ME Bank’s chief executive has apologised to customers who suddenly had the amount they could redraw from home loans slashed by thousands of dollars.
“We are sorry,” Jamie McPhee said in a statement posted to the bank’s website on Tuesday.
“Our priority is to fix this situation and to regain the trust of our customers. We can and we will do better.”
McPhee also rejected the suggestion the bank had an ulterior motive for cutting redraws and said it was in a strong financial position.
However, he stopped short of reversing the move, which is estimated to have affected about 20,000 home loan borrowers.
The apology follows intense pressure on ME Bank from some of its industry super fund owners and the union movement, which is an important marketing channel for the bank.
Redraw facilities allow home loan customers who have made extra payments on their mortgage to borrow additional money.
Outraged customers flooded ME Bank’s Facebook page last week, saying the bank had without notice reduced the amount they could redraw from their home loans by as much as $20,000.
Over the weekend industry funds, the prudential regulator and the Australian Council of Trade Unions all demanded the bank explain what had happened.
In his statement, McPhee said ME Bank cut redraw amounts “with the best of intentions – to protect some customers from the risk of redrawing too much money, which could have inadvertently put them behind their repayment schedule”.
“But we messed up,” he said.
“We should have worked harder to explain a complex product and process simply so that redraw limits were better understood.”
He said affected customers were eligible for an assistance package that included extending the length of the loan to reduce the size of repayments, refinancing the loan and a six-month deferment of repayments.
Victorian Liberal MP Tim Wilson has linked the move to ME Bank’s industry fund ownership, asking if the bank was bailing out funds whose members have rushed to redeem their savings due to the coronavirus crisis.
But McPhee said that the bank’s “only intention was to stop customers getting into financial difficulty”.
“The bank never benefited from this decision,” he said.
“Rumours about other motives are simply untrue. The bank is in a strong financial position and our capital and liquidity levels are well above both internal targets and regulatory requirements.”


▸ **Exercise directions**:
Find the string "Percentage" in the records. Copy every line it appears in.

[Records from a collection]
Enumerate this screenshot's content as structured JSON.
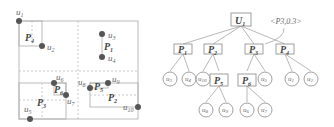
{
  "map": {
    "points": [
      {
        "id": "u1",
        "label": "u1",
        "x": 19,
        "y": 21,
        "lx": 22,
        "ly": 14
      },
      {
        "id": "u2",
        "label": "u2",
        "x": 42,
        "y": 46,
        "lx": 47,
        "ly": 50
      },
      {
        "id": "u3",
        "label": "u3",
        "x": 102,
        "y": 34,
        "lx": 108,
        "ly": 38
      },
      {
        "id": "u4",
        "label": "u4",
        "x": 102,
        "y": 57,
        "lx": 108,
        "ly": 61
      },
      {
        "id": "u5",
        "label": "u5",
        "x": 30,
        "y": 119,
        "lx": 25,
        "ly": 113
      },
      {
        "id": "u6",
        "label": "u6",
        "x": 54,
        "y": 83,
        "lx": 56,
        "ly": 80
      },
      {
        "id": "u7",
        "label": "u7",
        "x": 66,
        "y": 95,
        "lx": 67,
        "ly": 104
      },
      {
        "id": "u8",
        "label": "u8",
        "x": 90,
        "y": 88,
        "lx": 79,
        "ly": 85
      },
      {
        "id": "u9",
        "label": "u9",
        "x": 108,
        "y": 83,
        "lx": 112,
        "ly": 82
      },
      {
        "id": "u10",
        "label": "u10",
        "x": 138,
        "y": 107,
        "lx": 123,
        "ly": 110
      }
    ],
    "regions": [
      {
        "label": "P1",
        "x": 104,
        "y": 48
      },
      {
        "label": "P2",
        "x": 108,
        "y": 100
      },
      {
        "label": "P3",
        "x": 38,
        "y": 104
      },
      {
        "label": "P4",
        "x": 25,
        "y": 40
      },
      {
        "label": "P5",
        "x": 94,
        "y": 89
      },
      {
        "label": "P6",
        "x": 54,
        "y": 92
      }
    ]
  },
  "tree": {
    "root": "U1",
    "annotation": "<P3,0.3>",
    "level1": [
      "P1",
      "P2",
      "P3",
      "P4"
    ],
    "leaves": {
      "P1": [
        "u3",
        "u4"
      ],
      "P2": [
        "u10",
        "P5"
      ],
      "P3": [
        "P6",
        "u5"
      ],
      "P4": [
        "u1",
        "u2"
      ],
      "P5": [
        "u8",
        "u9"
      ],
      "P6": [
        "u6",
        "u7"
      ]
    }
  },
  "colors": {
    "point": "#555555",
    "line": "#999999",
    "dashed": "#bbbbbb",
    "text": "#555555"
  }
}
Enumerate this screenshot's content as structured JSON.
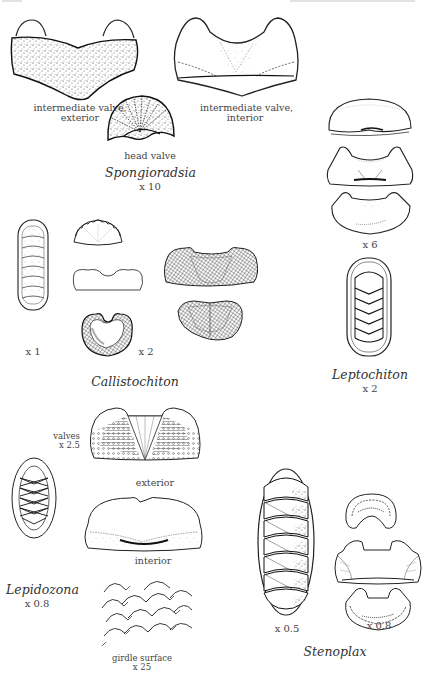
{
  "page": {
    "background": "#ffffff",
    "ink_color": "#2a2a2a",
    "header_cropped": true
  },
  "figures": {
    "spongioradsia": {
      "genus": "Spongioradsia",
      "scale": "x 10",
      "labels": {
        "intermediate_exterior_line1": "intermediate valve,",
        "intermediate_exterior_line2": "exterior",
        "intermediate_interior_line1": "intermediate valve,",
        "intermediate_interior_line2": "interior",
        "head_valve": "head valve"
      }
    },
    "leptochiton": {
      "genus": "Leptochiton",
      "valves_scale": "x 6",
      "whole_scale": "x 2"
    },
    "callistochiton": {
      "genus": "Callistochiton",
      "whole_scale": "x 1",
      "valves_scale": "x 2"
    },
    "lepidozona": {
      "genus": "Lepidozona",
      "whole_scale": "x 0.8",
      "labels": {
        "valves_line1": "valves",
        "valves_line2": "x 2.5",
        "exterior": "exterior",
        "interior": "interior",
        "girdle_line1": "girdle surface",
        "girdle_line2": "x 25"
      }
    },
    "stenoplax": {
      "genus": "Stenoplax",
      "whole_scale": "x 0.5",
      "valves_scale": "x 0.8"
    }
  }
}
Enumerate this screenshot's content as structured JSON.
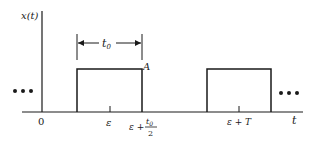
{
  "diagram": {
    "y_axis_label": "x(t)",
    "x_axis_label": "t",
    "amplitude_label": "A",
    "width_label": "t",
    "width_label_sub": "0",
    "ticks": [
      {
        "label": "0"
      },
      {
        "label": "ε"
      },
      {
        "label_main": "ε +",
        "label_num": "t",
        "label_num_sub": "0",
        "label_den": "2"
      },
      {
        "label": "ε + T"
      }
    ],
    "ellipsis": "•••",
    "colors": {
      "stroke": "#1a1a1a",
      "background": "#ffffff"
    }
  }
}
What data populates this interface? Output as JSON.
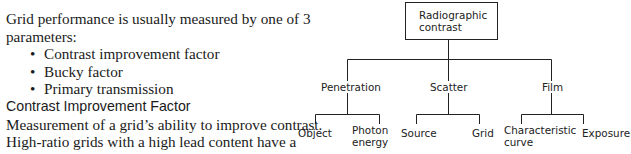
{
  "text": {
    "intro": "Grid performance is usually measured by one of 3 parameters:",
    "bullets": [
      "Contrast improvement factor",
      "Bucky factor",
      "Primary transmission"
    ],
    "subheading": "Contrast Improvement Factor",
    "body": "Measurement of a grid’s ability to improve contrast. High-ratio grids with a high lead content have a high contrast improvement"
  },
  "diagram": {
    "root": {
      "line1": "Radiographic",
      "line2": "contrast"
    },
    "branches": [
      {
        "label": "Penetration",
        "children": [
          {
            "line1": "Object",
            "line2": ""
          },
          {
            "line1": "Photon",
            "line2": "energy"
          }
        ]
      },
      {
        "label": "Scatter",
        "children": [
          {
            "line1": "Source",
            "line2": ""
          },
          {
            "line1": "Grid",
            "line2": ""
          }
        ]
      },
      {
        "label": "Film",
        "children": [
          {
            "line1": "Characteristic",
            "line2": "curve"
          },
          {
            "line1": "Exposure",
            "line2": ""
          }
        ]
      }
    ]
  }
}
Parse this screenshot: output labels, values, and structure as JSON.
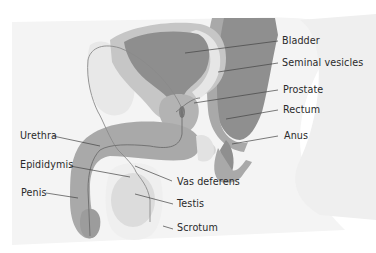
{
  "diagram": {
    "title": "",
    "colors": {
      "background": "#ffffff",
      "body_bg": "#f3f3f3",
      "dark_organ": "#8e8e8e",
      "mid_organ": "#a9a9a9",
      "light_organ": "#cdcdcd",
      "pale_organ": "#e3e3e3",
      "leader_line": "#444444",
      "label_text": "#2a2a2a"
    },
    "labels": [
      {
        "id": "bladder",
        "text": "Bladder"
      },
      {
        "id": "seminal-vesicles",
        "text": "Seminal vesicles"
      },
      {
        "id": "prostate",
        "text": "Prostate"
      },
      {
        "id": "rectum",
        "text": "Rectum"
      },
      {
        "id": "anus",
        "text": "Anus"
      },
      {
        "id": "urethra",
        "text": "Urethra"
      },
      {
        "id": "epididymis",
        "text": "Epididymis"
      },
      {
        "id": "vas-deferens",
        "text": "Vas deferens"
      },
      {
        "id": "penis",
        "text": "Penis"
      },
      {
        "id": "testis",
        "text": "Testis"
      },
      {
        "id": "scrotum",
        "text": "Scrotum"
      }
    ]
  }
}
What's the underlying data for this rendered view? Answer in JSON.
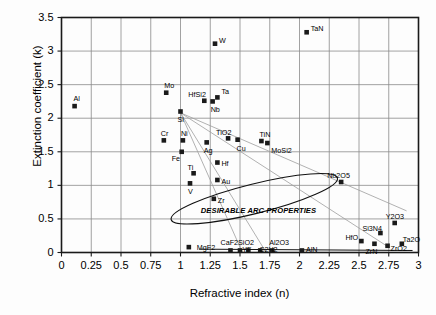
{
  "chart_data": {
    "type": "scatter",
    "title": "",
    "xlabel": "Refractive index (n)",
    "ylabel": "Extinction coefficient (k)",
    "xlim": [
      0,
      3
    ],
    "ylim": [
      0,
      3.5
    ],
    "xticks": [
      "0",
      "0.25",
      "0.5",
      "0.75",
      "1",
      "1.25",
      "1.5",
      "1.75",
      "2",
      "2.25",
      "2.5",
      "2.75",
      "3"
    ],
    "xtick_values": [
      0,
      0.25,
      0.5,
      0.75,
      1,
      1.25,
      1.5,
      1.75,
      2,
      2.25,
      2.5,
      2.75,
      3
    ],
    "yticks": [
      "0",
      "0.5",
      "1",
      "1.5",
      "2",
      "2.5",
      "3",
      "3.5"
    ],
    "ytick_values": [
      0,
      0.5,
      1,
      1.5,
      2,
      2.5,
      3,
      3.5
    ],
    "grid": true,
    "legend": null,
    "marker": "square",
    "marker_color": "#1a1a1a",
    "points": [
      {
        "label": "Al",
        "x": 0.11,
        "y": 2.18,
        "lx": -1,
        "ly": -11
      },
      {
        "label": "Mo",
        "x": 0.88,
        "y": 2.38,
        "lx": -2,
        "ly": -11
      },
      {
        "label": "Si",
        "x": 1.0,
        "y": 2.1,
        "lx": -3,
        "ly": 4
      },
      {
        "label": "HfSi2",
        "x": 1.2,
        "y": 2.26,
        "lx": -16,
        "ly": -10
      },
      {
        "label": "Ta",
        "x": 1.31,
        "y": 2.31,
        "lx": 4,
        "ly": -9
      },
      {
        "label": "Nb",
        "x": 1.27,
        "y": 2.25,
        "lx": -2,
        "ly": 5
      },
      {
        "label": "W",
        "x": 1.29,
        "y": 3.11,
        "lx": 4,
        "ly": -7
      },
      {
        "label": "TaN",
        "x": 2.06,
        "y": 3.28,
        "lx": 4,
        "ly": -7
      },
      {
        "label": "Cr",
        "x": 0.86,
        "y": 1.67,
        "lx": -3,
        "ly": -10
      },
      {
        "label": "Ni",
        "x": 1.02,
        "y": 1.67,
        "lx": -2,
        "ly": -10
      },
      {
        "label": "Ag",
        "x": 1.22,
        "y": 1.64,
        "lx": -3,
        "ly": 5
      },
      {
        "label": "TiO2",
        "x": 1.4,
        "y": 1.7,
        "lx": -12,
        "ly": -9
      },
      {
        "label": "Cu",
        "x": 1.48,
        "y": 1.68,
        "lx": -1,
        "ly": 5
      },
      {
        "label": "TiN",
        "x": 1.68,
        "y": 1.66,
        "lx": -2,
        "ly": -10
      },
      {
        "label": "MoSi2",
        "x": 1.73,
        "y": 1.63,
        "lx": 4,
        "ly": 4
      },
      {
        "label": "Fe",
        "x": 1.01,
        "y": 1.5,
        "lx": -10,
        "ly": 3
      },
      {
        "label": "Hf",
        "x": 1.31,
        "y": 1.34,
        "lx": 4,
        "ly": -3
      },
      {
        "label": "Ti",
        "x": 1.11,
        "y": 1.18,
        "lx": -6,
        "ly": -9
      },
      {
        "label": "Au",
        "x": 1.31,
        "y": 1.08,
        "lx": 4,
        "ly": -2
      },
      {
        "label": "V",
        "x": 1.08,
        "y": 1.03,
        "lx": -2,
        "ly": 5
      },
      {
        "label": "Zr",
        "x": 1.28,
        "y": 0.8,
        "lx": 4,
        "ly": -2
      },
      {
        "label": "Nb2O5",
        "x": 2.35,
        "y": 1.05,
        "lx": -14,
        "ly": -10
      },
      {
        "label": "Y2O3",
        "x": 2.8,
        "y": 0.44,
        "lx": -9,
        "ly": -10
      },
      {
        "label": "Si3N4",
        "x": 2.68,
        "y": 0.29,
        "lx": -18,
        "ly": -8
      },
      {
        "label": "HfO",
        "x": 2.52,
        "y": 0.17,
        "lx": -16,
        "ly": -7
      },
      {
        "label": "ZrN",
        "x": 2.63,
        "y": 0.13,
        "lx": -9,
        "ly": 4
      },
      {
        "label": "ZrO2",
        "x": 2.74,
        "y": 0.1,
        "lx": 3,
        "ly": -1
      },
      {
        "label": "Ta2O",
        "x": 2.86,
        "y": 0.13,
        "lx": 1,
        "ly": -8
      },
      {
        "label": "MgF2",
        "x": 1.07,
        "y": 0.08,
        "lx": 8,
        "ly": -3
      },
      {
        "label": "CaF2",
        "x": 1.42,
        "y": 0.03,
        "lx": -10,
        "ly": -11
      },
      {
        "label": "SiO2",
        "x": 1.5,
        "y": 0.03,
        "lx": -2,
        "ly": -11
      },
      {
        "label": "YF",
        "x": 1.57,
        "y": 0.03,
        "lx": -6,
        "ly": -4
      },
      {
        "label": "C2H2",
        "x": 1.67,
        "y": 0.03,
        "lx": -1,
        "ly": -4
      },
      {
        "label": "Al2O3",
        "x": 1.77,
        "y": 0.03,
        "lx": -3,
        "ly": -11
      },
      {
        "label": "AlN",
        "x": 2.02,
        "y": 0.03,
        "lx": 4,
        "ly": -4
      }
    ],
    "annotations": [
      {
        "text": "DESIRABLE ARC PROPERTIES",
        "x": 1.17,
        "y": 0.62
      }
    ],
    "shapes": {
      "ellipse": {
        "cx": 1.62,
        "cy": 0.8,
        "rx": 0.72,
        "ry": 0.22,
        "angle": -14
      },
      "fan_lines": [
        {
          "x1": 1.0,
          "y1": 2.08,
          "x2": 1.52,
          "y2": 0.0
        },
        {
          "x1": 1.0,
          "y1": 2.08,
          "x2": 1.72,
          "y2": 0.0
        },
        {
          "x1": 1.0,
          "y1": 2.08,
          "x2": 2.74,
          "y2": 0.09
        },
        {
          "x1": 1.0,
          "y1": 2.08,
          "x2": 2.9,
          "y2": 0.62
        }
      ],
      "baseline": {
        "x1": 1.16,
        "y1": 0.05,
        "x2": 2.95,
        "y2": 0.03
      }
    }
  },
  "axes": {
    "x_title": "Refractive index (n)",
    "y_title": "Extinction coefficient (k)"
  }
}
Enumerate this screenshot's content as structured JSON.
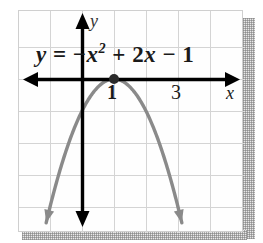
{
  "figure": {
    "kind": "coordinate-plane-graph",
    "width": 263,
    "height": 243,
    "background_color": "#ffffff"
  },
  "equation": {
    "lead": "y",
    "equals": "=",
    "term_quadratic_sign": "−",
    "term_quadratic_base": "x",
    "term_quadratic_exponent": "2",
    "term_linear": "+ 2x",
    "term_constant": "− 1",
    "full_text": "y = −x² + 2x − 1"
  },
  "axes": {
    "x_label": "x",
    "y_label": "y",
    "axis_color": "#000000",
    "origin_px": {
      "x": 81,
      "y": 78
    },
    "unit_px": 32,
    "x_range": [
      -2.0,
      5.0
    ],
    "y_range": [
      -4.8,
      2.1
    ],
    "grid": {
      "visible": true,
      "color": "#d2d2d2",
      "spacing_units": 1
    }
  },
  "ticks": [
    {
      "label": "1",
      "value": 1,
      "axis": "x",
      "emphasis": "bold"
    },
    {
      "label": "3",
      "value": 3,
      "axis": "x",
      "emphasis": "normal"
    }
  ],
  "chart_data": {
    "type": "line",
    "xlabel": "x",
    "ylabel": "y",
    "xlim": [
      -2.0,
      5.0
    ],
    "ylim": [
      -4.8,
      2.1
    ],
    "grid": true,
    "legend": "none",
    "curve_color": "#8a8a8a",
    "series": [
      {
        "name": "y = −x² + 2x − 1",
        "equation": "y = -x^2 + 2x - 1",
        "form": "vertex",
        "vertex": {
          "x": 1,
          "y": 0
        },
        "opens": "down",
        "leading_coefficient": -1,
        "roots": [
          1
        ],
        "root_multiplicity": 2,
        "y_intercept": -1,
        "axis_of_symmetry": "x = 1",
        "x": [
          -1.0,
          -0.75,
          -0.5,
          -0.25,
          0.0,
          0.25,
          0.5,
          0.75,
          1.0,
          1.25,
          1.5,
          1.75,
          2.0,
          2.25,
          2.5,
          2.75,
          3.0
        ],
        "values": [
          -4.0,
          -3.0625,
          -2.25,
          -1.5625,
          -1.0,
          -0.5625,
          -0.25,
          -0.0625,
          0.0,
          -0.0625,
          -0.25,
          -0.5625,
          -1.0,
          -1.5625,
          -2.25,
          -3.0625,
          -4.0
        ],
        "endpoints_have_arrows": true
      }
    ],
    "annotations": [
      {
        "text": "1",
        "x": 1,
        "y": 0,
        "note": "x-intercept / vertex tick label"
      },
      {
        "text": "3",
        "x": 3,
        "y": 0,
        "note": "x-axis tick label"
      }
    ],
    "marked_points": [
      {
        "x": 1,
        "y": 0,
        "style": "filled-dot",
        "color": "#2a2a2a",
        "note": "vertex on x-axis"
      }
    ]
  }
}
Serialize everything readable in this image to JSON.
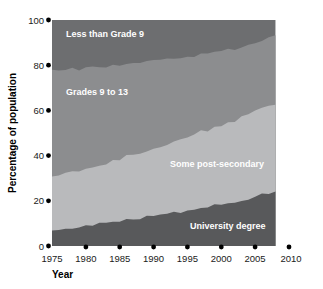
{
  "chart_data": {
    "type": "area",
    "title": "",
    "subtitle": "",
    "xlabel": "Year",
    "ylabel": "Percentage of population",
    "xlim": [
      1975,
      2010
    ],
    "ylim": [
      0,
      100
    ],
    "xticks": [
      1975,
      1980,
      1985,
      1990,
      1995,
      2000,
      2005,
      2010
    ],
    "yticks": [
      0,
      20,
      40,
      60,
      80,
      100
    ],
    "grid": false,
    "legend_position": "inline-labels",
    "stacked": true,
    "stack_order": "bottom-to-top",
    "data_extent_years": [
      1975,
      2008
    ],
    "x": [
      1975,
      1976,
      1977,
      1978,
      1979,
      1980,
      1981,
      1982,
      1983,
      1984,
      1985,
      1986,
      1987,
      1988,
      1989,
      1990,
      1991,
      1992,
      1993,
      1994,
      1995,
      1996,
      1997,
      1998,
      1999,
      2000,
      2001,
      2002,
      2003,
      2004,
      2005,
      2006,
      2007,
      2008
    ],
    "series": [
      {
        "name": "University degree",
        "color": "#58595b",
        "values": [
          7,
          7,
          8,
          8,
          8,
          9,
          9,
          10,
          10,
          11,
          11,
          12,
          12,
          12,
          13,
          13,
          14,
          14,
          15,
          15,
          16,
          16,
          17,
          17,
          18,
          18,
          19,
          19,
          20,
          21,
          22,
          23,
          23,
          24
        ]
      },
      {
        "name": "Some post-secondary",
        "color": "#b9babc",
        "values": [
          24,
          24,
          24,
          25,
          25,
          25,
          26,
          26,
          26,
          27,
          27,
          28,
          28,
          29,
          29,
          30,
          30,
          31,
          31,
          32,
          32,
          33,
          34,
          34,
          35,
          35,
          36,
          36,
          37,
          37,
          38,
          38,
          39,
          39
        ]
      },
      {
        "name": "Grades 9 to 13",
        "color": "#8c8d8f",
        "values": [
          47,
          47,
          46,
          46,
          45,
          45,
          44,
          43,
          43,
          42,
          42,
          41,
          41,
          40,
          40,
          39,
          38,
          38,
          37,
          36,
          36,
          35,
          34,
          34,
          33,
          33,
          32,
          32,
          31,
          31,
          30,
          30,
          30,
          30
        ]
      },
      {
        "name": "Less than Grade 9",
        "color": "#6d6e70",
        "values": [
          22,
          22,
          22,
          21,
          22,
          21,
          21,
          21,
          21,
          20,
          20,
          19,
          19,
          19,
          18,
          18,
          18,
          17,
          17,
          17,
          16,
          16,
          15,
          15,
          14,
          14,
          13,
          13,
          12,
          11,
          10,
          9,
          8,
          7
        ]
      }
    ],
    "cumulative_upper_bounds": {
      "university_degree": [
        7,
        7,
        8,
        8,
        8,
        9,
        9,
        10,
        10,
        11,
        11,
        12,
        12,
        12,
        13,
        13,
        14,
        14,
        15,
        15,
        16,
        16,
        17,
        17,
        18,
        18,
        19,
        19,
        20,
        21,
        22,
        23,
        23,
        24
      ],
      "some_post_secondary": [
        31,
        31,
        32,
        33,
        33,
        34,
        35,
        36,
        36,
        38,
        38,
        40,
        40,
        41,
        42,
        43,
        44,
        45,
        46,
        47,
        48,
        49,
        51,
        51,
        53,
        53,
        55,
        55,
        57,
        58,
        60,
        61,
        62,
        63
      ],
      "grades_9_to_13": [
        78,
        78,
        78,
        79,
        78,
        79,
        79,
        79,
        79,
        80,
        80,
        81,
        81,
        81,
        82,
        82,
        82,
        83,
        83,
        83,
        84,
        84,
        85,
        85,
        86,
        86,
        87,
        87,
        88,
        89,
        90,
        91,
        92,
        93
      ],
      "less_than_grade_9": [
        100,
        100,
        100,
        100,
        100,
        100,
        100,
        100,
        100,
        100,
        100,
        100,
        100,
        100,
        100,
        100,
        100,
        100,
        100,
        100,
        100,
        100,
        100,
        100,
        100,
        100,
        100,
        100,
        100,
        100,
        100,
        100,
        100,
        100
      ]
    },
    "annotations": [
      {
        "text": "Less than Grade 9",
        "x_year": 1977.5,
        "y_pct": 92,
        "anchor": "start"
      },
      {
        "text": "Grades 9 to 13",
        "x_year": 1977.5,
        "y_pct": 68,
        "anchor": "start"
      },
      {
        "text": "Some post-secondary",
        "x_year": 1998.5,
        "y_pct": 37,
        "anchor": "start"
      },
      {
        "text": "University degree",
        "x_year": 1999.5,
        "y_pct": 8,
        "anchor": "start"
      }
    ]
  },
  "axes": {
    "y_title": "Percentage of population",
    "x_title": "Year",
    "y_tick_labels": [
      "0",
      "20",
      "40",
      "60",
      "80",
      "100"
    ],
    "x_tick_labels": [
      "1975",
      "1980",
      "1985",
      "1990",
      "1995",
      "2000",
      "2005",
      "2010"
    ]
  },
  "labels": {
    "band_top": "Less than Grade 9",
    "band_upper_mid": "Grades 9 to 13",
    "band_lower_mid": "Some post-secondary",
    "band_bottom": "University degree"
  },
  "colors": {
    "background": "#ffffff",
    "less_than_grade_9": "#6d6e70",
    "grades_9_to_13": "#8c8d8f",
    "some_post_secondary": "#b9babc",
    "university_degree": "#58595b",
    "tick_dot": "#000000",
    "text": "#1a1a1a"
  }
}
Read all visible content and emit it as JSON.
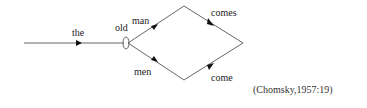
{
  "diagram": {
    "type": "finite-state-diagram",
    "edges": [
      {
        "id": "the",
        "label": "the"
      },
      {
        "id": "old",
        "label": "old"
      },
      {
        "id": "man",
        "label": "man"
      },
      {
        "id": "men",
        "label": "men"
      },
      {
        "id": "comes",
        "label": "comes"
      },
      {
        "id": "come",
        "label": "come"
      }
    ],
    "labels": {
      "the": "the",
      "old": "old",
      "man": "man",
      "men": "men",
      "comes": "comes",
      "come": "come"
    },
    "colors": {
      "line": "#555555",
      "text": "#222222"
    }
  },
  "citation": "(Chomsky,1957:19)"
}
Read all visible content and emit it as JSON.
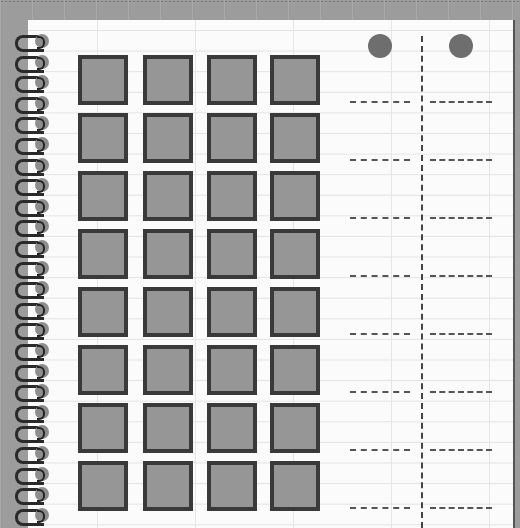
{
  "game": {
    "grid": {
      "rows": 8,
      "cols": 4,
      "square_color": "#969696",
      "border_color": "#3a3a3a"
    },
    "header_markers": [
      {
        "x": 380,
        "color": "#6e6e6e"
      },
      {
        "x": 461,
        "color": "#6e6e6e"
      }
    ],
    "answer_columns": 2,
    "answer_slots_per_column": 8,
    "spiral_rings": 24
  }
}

▸ **Response to the exercise**:
    "ylabel": "Percentage of population",
    "y_title": "Percentage of population",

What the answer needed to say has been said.